The Cost of Downtime in Business

Everybody wants to reduce expenses for their business. Lowering costs means having money available for employees, acquisitions, or new equipment, or increasing profits for shareholders.

Once upon a time, downtime was seen as a temporary power outage. Unfortunately, downtime has adopted a new meaning with the current digital ecosystem.

Downtime is costly for all businesses, but it can deliver a particularly noticeable blow to small and mid-sized businesses. And the costs of downtime continue to rise.

How much does downtime cost a business?

Information Technology Intelligence Consulting (ITIC) does a study each year about business & downtime called ITIC Global Server Hardware, Server OS Reliability Survey.

The 2021 survey polled 1,200 corporations across 28 different industries on the most popular server platforms’ reliability, performance, and security. These platforms include IBM Power Servers, Lenovo ThinkSystem, and Huawei KunLun and Fusion Servers.

Based on the survey, ITIC found that the cost for a single hour of server downtime totals $300,000 or more for 91% of the interviewed corporations.

And among that 91%, 44% of corporations experienced more than 1 hour of downtime.

Yikes!

Downtime is not just a network problem, though. One of the most significant financial losses is employee idleness – when employees are spending company time doing something other than work.

Do you know just how much downtime is costing your business?

Calculating the cost of employee downtime:

There is a formula for just about everything, so of course, there is a formula for calculating employee downtime, too.

The following percentage is known as the utilization percentage:

Lost productivity = employee salary/hour x utilization % x number of employees (with the same utilization %).

This percentage can help you determine how much lost employee productivity affects your bottom line.

In addition to salary, you are still paying expenses for benefits, office equipment, and office space related to your employees.

Because of the huge cost of employee downtime, some companies consider giving consequences when employees are the ones who unwittingly cause downtime whether by negligence or accident.

Downtime is more than dollar bills.

While downtime can have direct monetary costs, like paying for unforeseen technology services, downtime can also be costly in other ways.

Productivity Disruption

If your organization suffers from a downtime event, the first thing to suffer is workplace productivity. When employees can’t access their files and applications, they can’t do their jobs.

It can take hours or sometimes even days to get back to normal. And if you cannot retrieve lost data, that can be a major blow to your business.

Reputation Damage

News travels fast and downtime can kill a company’s reputation, especially when it’s due to a cybersecurity incident. If your company can’t perform its normal operations, your reputation is on the line. Once word spreads in your community, you may struggle to find new clients.

Loss of Customer Loyalty

After a downtime event, customer loyalty often drops. Your customers may feel like they can’t trust your business anymore. As a result, they may take their business elsewhere.

How can you avoid downtime?

Backup and Disaster Recovery (BDR) solutions are the only true answer.

You must do everything you can to protect your systems and data from being compromised, but no system is infallible. That’s why you must be prepared for the inevitable. You will have downtime, but you must be able to recover quickly and smoothly to keep your business running, your customers happy, and your reputation secure.

That’s why we encourage all SMBs to invest in strong, stable and well-tested backup & disaster recovery (BDR) solutions.

Every BDR solution is a little bit different.

When it comes to minimizing downtime and recovering quickly when it happens, it takes a solid strategic plan and the hardware and processes to handle it.

What CompassMSP offers:

CompassMSP’s solution delivers enterprise-grade data backup, recovery, and business continuity for local, virtual, and Cloud environments.

We install our BDR device to your network, then configure it to provide a bullet-proof backup and disaster recovery profile that backs up and protects all your critical business data. It backs up and protects data locally, then replicates that data to an offsite cloud location for maximum data security.

Our BDR Solution provides full independent system backups. It restores rapid individual file recovery and the ability to quickly boot separate backups as virtual machines in the event of hardware failure.

What does that all mean? Well, it means our BDR solution will keep your business on its feet when disaster strikes.

Get Started Today.

Our Autopilot program clients receive our Backup & Disaster Recovery services as part of the Autopilot offering.

If you’re not an Autopilot customer already, what are you waiting for? Your business deserves better IT, and the first step towards it couldn’t be easier. It all starts with a conversation.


[WORK TO COMPLETE] Pictures don't belong in the copy; print all the records exactly.

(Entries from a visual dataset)
-- Opening Marker --
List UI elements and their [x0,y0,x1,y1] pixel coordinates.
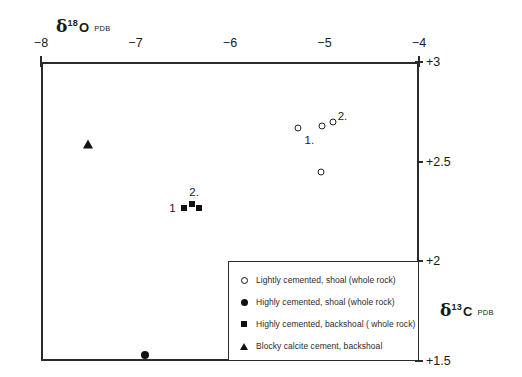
x-tick-label: −6 [223,36,237,50]
data-point-open-circle [318,122,325,129]
legend-item-label: Highly cemented, shoal (whole rock) [256,297,395,307]
data-point-annotation: 1. [305,134,315,146]
filled-square-icon [241,321,247,327]
y-tick-label: +1.5 [426,354,451,368]
legend-item: Lightly cemented, shoal (whole rock) [237,269,418,291]
data-point-open-circle [317,168,324,175]
filled-circle-icon [241,299,248,306]
legend-marker-filled-triangle-icon [237,343,251,350]
x-axis-isotope-number: 18 [68,18,78,28]
data-point-filled-circle [141,351,149,359]
y-tick-label: +2 [426,254,440,268]
y-axis-element-symbol: C [463,304,473,319]
legend-item: Highly cemented, backshoal ( whole rock) [237,313,418,335]
legend-marker-filled-circle-icon [237,299,251,306]
open-circle-icon [241,277,248,284]
x-axis-element-symbol: O [79,20,89,35]
x-axis-title: δ18OPDB [56,16,111,36]
data-point-annotation: 1 [169,202,175,214]
data-point-filled-square [181,205,187,211]
y-axis-delta-symbol: δ [440,300,452,320]
y-tick-label: +3 [426,55,440,69]
x-tick-label: −7 [128,36,142,50]
y-tick-label: +2.5 [426,155,451,169]
x-tick-label: −5 [317,36,331,50]
data-point-filled-triangle [83,139,93,148]
x-tick-label: −8 [34,36,48,50]
legend-item: Blocky calcite cement, backshoal [237,335,418,357]
data-point-annotation: 2. [338,110,348,122]
legend-item: Highly cemented, shoal (whole rock) [237,291,418,313]
legend-item-label: Highly cemented, backshoal ( whole rock) [256,319,415,329]
legend-marker-filled-square-icon [237,321,251,327]
scatter-chart-figure: δ18OPDB δ13CPDB −8−7−6−5−4 +3+2.5+2+1.5 … [0,0,522,377]
legend-marker-open-circle-icon [237,277,251,284]
y-axis-standard-label: PDB [478,308,494,317]
data-point-annotation: 2. [189,186,199,198]
legend-item-label: Blocky calcite cement, backshoal [256,341,382,351]
data-point-filled-square [196,205,202,211]
y-axis-isotope-number: 13 [452,302,462,312]
data-point-open-circle [295,124,302,131]
x-axis-standard-label: PDB [94,24,110,33]
filled-triangle-icon [240,343,248,350]
data-point-open-circle [330,118,337,125]
chart-legend: Lightly cemented, shoal (whole rock)High… [228,261,419,361]
data-point-filled-square [189,201,195,207]
x-tick-label: −4 [412,36,426,50]
x-axis-delta-symbol: δ [56,16,68,36]
legend-item-label: Lightly cemented, shoal (whole rock) [256,275,396,285]
y-axis-title: δ13CPDB [440,300,494,320]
-- Closing Marker --
[ANSWER TO THIS EXERCISE]
List UI elements and their [x0,y0,x1,y1] pixel coordinates.
x-tick-label: −6 [223,36,237,50]
data-point-open-circle [318,122,325,129]
legend-item-label: Highly cemented, shoal (whole rock) [256,297,395,307]
data-point-annotation: 1. [305,134,315,146]
filled-square-icon [241,321,247,327]
y-tick-label: +1.5 [426,354,451,368]
legend-item: Lightly cemented, shoal (whole rock) [237,269,418,291]
data-point-open-circle [317,168,324,175]
filled-circle-icon [241,299,248,306]
legend-marker-filled-triangle-icon [237,343,251,350]
x-axis-isotope-number: 18 [68,18,78,28]
data-point-filled-circle [141,351,149,359]
y-tick-label: +2 [426,254,440,268]
y-axis-element-symbol: C [463,304,473,319]
legend-item: Highly cemented, backshoal ( whole rock) [237,313,418,335]
legend-marker-filled-circle-icon [237,299,251,306]
open-circle-icon [241,277,248,284]
x-axis-element-symbol: O [79,20,89,35]
x-axis-title: δ18OPDB [56,16,111,36]
data-point-annotation: 1 [169,202,175,214]
data-point-filled-square [181,205,187,211]
y-axis-delta-symbol: δ [440,300,452,320]
y-tick-label: +3 [426,55,440,69]
x-tick-label: −7 [128,36,142,50]
y-tick-label: +2.5 [426,155,451,169]
x-tick-label: −5 [317,36,331,50]
data-point-filled-triangle [83,139,93,148]
x-tick-label: −8 [34,36,48,50]
legend-item: Blocky calcite cement, backshoal [237,335,418,357]
data-point-annotation: 2. [338,110,348,122]
legend-item: Highly cemented, shoal (whole rock) [237,291,418,313]
legend-item-label: Highly cemented, backshoal ( whole rock) [256,319,415,329]
legend-marker-filled-square-icon [237,321,251,327]
scatter-chart-figure: δ18OPDB δ13CPDB −8−7−6−5−4 +3+2.5+2+1.5 … [0,0,522,377]
legend-marker-open-circle-icon [237,277,251,284]
y-axis-standard-label: PDB [478,308,494,317]
data-point-annotation: 2. [189,186,199,198]
legend-item-label: Blocky calcite cement, backshoal [256,341,382,351]
data-point-filled-square [196,205,202,211]
y-axis-isotope-number: 13 [452,302,462,312]
data-point-open-circle [295,124,302,131]
x-axis-standard-label: PDB [94,24,110,33]
filled-triangle-icon [240,343,248,350]
data-point-open-circle [330,118,337,125]
chart-legend: Lightly cemented, shoal (whole rock)High… [228,261,419,361]
data-point-filled-square [189,201,195,207]
x-tick-label: −4 [412,36,426,50]
x-axis-delta-symbol: δ [56,16,68,36]
legend-item-label: Lightly cemented, shoal (whole rock) [256,275,396,285]
y-axis-title: δ13CPDB [440,300,494,320]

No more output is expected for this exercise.